As an opening speaker, UN Secretary-General Antonio Guterres delivered the keynote address, noting that “nuclear disarmament has been a precedent of the United Nations since the very beginning of the Organization’s existence”. some states have nuclear weapons important to their national security and survival. “However, its elimination “is important to anything beyond the fate of a single state: the survival of life on this planet. “

But some clouds are clouding the horizon: progress towards the abolition of nuclear force has stagnated and tensions between nuclear states have increased. Moreover, efforts to “modernize” arsenals have threatened to galvanize a “qualitative” nuclear arms race. There’s only one, treaty that restricts those threats, and it’s expected to expire early next year. Therefore, the United States and the Russian Federation extend the “new START Treaty” for up to five years. The treaty, which was signed in Prague in 2011, has the option of extending for five years, until five February 2021.

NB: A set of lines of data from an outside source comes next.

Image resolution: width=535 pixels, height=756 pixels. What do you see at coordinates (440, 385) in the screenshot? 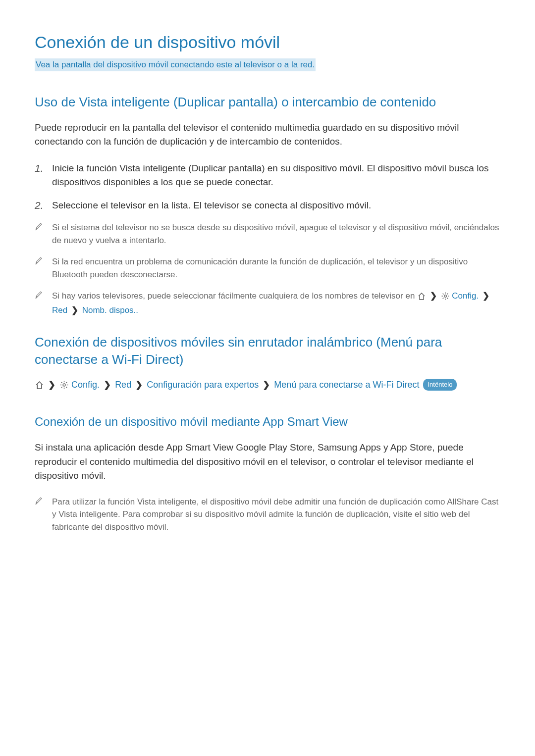
I see `try-it-badge: Inténtelo` at bounding box center [440, 385].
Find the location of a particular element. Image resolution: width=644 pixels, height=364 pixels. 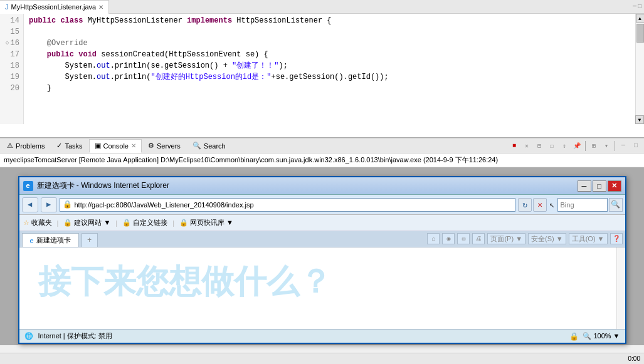

ie-fav-webslices: 🔒 网页快讯库 ▼ is located at coordinates (206, 223).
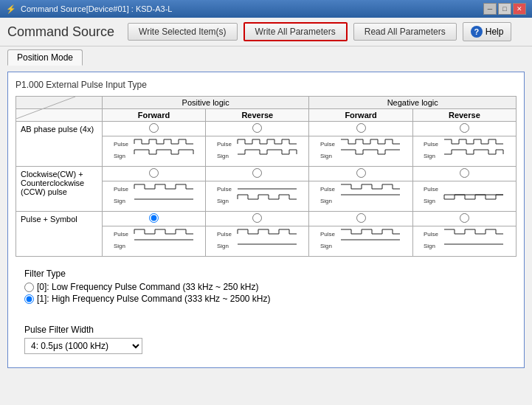  I want to click on waveform-svg-ab-nf: Pulse Sign, so click(361, 151).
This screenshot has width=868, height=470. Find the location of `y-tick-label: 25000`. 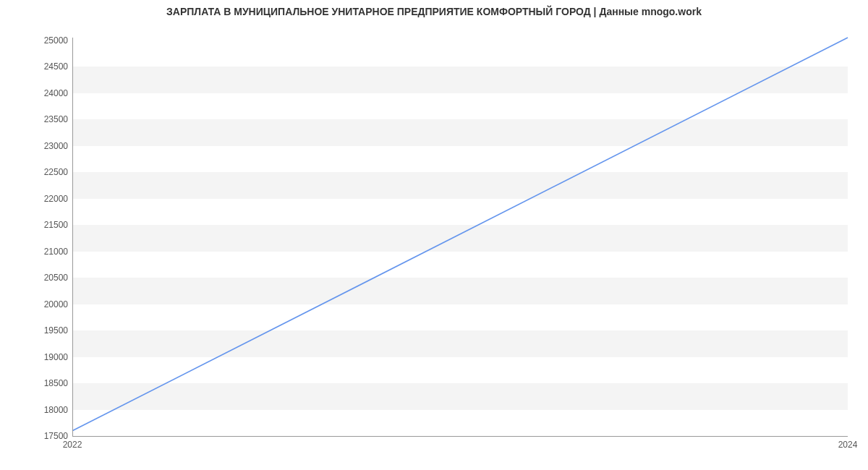

y-tick-label: 25000 is located at coordinates (35, 40).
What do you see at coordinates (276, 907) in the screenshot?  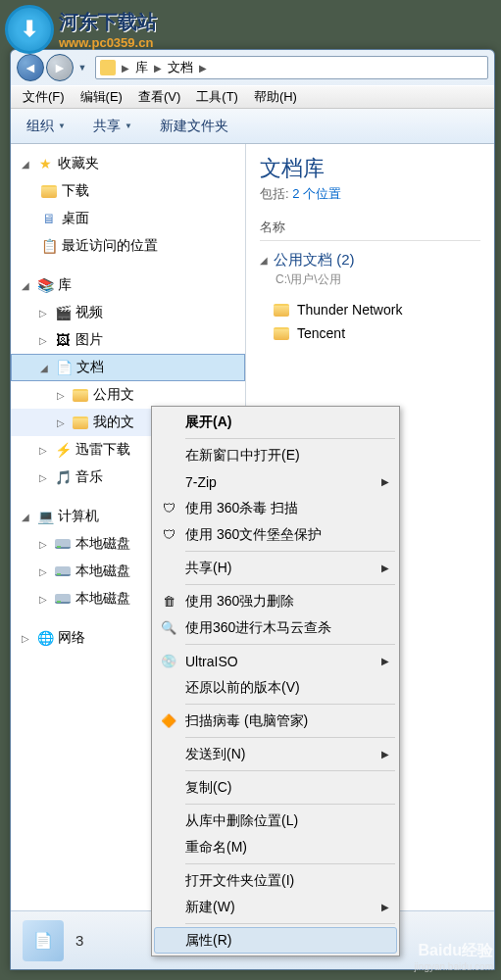 I see `cm-new: 新建(W)▶` at bounding box center [276, 907].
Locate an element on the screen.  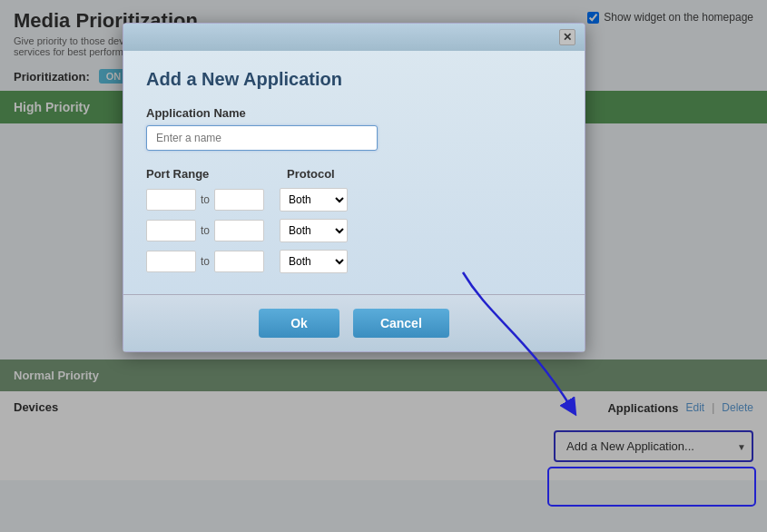
port-range-header: Port Range is located at coordinates (216, 174).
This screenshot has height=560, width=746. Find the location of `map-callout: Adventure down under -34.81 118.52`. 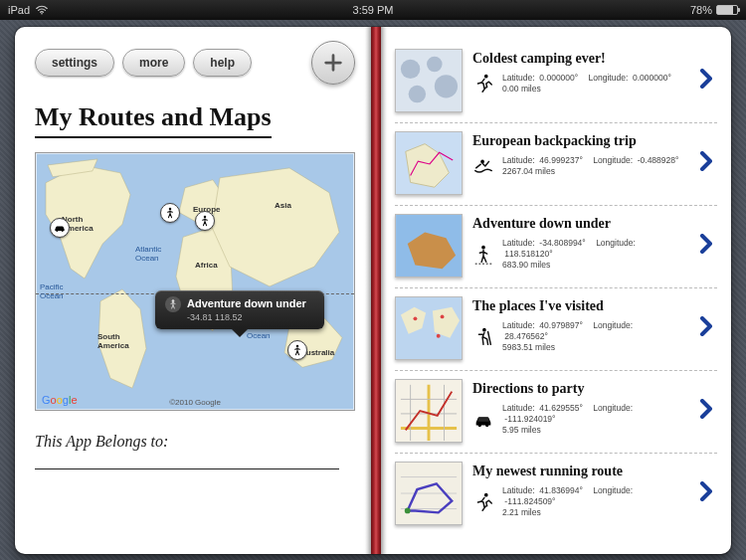

map-callout: Adventure down under -34.81 118.52 is located at coordinates (240, 310).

Nuclear-armed States, the Secretary-General said, have a legal responsibility to carry out this enterprise. And this effort will have to lead to “a non-unusual path to nuclear disarmament. “But the only way to completely eliminate the threat is to eliminate nuclear weapons altogether. The Covid-19 pandemic simply exposed the fragility of existing incomplete arrangements.

At the time a senior UN official spoke at the assembly, the current President of the General Assembly, Volkan Bozkir of Turkey, a prominent diplomat who spent nearly a century in his country’s foreign service, Bozkir recently elected Minister of Affairs of the European Union, before being selected in May 2020 as chairman of the 75th consultation of the General Assembly and sits from September 2020 to September 2021 as a member/representative of the Group of Western European and Other Countries (WEOG) of the Assembly, to which Turkey belongs.

Bozkir began by remembering the approximately 226,000 Japanese who lost their lives in the hiroshima and Nagasaki nuclear bombings. The first solution therefore followed the first General Assembly consultation [in London] in 1946 suggested that all nations achieve global nuclear energy. disarmament And the only way to deal with the threat and threat of nuclear weapons is . . .

The recent measure – already adopted – in this procedure the Treaty on the Prohibition of Nuclear Weapons, signed in 2017, this year also marks the 50th anniversary of the Nuclear Non-Proliferation Treaty (NPT). The NPT Review Conference (to be held every five years) will be held next time in 2021. “Nuclear disarmament,” Bozkir concluded, “must remain a priority for all of us. “

Foreign Minister Mukhtar Tileuberdi’s response put Kazakhstan’s exclusive on the schedule of the meeting. He first quoted President Kassym-Jomart Tokayev’s speech, noting “his country’s ambitious and unwavering vision of [my] country to achieve a world without nuclear weapons. “

The Foreign Minister referred to the incredibly vital closure of the Semipalatinsk nuclear control site and affirmed Kazakhstan’s “moral right to be at the forefront of foreign efforts for nuclear disarmament. “He also spoke of progress efforts in this region of Semipalatinsk. He referred to a solution to be proposed this year on external cooperation and environmental restoration. Therefore, the world will have to push for the push for a nuclear weapons treaty.

In view of the above, the Minister for Foreign Affairs stated that, i. e. in the Covid-19 era, priorities and resources should be radically shifted to global public health, climate mitigation and sustainable development. centenary of the United Nations in 2045) have already been established through Kazakhstan’s first president, Nursultan Nazarbayev, and should remain our priorities today and in the future.